The harmonies are often hideous, though no note in the entire quartet is without a logical justification in the new grammar. On the other hand, there are moments of ineffable beauty. Whatever the outcome, there can be no denying that the quartet has entered here upon a new stage, far removed from all other music. Only time can tell whether this is an advance, and then only by showing new work when this shall have proved itself a foundation on which to build.

Schönberg has since written another quartet (1907-8). It is not only shorter as a whole than the earlier one, but is divided by pauses into four separate movements. There is, however, a thematic relationship between all four; and the third movement—Litanie—occupies in the scheme the place of a Durchführung, a variation and weaving together of all the previous themes.

The first movement begins and ends in F-sharp minor, and there are two distinct themes: the opening theme (first violin), and, after a broad ritard, a second theme (first violin, sehr ausdrucksvoll). The time is measured yet often free. After a development of the two themes there is a fermata, and then a restatement of them; so that on the whole the movement is not difficult to follow, though the second half is complex and long.

The second movement (sehr rasch) is in the nature of a wild scherzo. The rhythmical motive with which it starts (cello, pianissimo) recalls the now ancient style of Wagner. There is no precedent for the following figure (second violin), which is one of the chief elements in this fantastical movement. It is taken up by viola immediately, while both violins present at the same time two equally important motives, one of which is a sort of syncopated shadow of the other. Then, etwas langsamer, the first violin and viola give out yet a fourth motive (in octaves) and out of these four, with many less audible, a cacophonous, spiteful tangle of sounds ensues. There is a Trio section (etwas rascher), and a return of the Scherzo. There is a short coda, sehr rasch, all instruments in unison (or octaves) until the last measures. Then the cello beats out the opening rhythmical figure, fortissimo, on D, the first violin shrieks G-C-sharp over and over again, the viola and second violin fall together through unheard of intervals. There is a hush, a roar, and a hush—a pizzicato note—unison—silence.

Both the third and the fourth movements bring in a soprano voice. The words are from Stephan George;[81] the titles: Litanei and Entrückung. Here Schönberg has gone beyond the string quartet, and here properly we may leave him. The instruments are busy during the Litanei with motives from the first and second movements. The voice is independent of them. There is enormous dramatic force in the climax at the words:

Wacht noch ein Schrei
Töte das Sehnen...
Schliesse die Wunde!
Nimm mir die Liebe
Gieb mir dein Glück.

In the last movement there is no appreciable form. There is no harmony, i.e., no regular sequence of keys, though the end falls on a common chord. Even the melody has gone on into a new world.

Schönberg’s style is fundamentally polyphonic, and is in that regard fitting to the quartet. In the use of harmonics and pizzicato he stands a little ahead of his contemporaries. If we can follow Schönberg in his new conception of form and harmony, we should indeed be reactionary if we hesitated longer to admit harmonics and pizzicato into the category of effects proper to quartet music. Moreover, the examples offered by such exquisite masterpieces as the quartets of Tschaikowsky, Debussy and Ravel must give to such procedures the sanction of good usage. That Schönberg’s material is symphonic in character only goes to prove that the whole question of form and style is at the present day one which no man can definitely answer.

But having admitted the influence of modern virtuosity and of the modern love of sensuous tone coloring into the realm of the string quartet, we face a new idea of the combination of the four instruments of one type. The old idea of the quartet was given fullest expression in the quartets of Beethoven. In the expression of that idea little progress has since been possible. The changes that have come have made of the quartet something like a chamber symphony in which effects of solid sound and of brilliant and pronounced colors predominate, music that has salt for the senses as well as meaning for the spirit. Hence it has lost that traditional quality of abstractness, which was pure and unalloyed, and has become poignant, fiery, pictorial or dramatic. We hear in it now the strumming of wild zithers, now the beat of savage drums, madness and ecstasy, chords that are plucked, chords that float in air, even confusion and riot of sound. The four instruments still remain, but the old idea of the quartet has become lifeless or has passed from among the present ideals of men.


Exercise details> Give the whole listing again, exactly as written.

Extracted entries>
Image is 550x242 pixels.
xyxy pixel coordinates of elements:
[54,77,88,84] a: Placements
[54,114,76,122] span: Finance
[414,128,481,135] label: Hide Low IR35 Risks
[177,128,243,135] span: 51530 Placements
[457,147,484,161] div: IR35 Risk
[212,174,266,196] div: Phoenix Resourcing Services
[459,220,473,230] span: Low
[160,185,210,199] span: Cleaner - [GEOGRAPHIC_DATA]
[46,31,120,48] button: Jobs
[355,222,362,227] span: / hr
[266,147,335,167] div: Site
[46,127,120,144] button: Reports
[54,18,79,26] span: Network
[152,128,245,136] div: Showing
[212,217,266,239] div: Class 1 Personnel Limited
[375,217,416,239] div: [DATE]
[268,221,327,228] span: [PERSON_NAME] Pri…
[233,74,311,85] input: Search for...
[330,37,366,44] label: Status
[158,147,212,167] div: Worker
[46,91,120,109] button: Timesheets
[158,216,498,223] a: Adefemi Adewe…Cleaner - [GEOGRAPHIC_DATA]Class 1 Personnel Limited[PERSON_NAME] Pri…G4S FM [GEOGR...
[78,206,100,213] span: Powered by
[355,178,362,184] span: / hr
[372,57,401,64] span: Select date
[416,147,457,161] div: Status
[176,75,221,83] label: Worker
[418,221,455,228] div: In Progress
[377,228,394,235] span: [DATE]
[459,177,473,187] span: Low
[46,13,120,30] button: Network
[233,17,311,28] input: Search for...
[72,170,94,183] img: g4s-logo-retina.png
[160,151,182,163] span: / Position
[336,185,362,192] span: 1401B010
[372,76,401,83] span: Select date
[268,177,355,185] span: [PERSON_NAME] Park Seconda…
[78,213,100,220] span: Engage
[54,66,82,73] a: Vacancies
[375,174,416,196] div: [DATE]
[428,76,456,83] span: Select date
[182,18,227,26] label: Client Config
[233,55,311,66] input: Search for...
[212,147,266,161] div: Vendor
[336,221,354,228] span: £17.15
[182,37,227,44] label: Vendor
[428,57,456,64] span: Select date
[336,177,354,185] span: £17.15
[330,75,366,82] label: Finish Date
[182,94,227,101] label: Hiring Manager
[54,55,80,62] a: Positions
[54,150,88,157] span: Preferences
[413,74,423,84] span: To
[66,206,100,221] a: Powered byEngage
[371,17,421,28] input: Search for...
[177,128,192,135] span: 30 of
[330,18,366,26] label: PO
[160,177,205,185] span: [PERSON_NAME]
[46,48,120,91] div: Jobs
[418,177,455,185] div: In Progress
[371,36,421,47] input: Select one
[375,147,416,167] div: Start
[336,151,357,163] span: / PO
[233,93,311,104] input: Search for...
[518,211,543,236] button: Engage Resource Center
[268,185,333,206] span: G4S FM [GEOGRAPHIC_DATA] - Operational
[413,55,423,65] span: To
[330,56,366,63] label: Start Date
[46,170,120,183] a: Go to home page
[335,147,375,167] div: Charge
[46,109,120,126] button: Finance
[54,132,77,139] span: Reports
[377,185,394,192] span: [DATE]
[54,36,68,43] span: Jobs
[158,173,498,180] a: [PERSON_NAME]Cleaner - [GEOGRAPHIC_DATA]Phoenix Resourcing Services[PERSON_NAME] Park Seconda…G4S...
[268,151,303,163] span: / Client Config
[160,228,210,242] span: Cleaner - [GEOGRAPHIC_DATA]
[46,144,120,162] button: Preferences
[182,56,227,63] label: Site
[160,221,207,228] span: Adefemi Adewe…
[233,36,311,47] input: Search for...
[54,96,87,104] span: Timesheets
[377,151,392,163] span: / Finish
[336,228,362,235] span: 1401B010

The completed task>
Image is 550x242 pixels.
xyxy pixel coordinates of elements:
[54,77,88,84] a: Placements
[54,114,76,122] span: Finance
[414,128,481,135] label: Hide Low IR35 Risks
[177,128,243,135] span: 51530 Placements
[457,147,484,161] div: IR35 Risk
[212,174,266,196] div: Phoenix Resourcing Services
[459,220,473,230] span: Low
[160,185,210,199] span: Cleaner - [GEOGRAPHIC_DATA]
[46,31,120,48] button: Jobs
[355,222,362,227] span: / hr
[266,147,335,167] div: Site
[46,127,120,144] button: Reports
[54,18,79,26] span: Network
[152,128,245,136] div: Showing
[212,217,266,239] div: Class 1 Personnel Limited
[375,217,416,239] div: [DATE]
[268,221,327,228] span: [PERSON_NAME] Pri…
[233,74,311,85] input: Search for...
[330,37,366,44] label: Status
[158,147,212,167] div: Worker
[46,91,120,109] button: Timesheets
[158,216,498,223] a: Adefemi Adewe…Cleaner - [GEOGRAPHIC_DATA]Class 1 Personnel Limited[PERSON_NAME] Pri…G4S FM [GEOGR...
[78,206,100,213] span: Powered by
[355,178,362,184] span: / hr
[372,57,401,64] span: Select date
[416,147,457,161] div: Status
[176,75,221,83] label: Worker
[418,221,455,228] div: In Progress
[377,228,394,235] span: [DATE]
[459,177,473,187] span: Low
[46,13,120,30] button: Network
[233,17,311,28] input: Search for...
[72,170,94,183] img: g4s-logo-retina.png
[160,151,182,163] span: / Position
[336,185,362,192] span: 1401B010
[372,76,401,83] span: Select date
[268,177,355,185] span: [PERSON_NAME] Park Seconda…
[78,213,100,220] span: Engage
[54,66,82,73] a: Vacancies
[375,174,416,196] div: [DATE]
[428,76,456,83] span: Select date
[182,18,227,26] label: Client Config
[233,55,311,66] input: Search for...
[212,147,266,161] div: Vendor
[336,221,354,228] span: £17.15
[182,37,227,44] label: Vendor
[428,57,456,64] span: Select date
[336,177,354,185] span: £17.15
[330,75,366,82] label: Finish Date
[182,94,227,101] label: Hiring Manager
[54,55,80,62] a: Positions
[54,150,88,157] span: Preferences
[413,74,423,84] span: To
[66,206,100,221] a: Powered byEngage
[371,17,421,28] input: Search for...
[177,128,192,135] span: 30 of
[330,18,366,26] label: PO
[160,177,205,185] span: [PERSON_NAME]
[46,48,120,91] div: Jobs
[418,177,455,185] div: In Progress
[371,36,421,47] input: Select one
[375,147,416,167] div: Start
[336,151,357,163] span: / PO
[233,93,311,104] input: Search for...
[518,211,543,236] button: Engage Resource Center
[268,185,333,206] span: G4S FM [GEOGRAPHIC_DATA] - Operational
[413,55,423,65] span: To
[330,56,366,63] label: Start Date
[46,170,120,183] a: Go to home page
[335,147,375,167] div: Charge
[46,109,120,126] button: Finance
[54,132,77,139] span: Reports
[377,185,394,192] span: [DATE]
[54,36,68,43] span: Jobs
[158,173,498,180] a: [PERSON_NAME]Cleaner - [GEOGRAPHIC_DATA]Phoenix Resourcing Services[PERSON_NAME] Park Seconda…G4S...
[268,151,303,163] span: / Client Config
[160,228,210,242] span: Cleaner - [GEOGRAPHIC_DATA]
[46,144,120,162] button: Preferences
[182,56,227,63] label: Site
[160,221,207,228] span: Adefemi Adewe…
[233,36,311,47] input: Search for...
[54,96,87,104] span: Timesheets
[377,151,392,163] span: / Finish
[336,228,362,235] span: 1401B010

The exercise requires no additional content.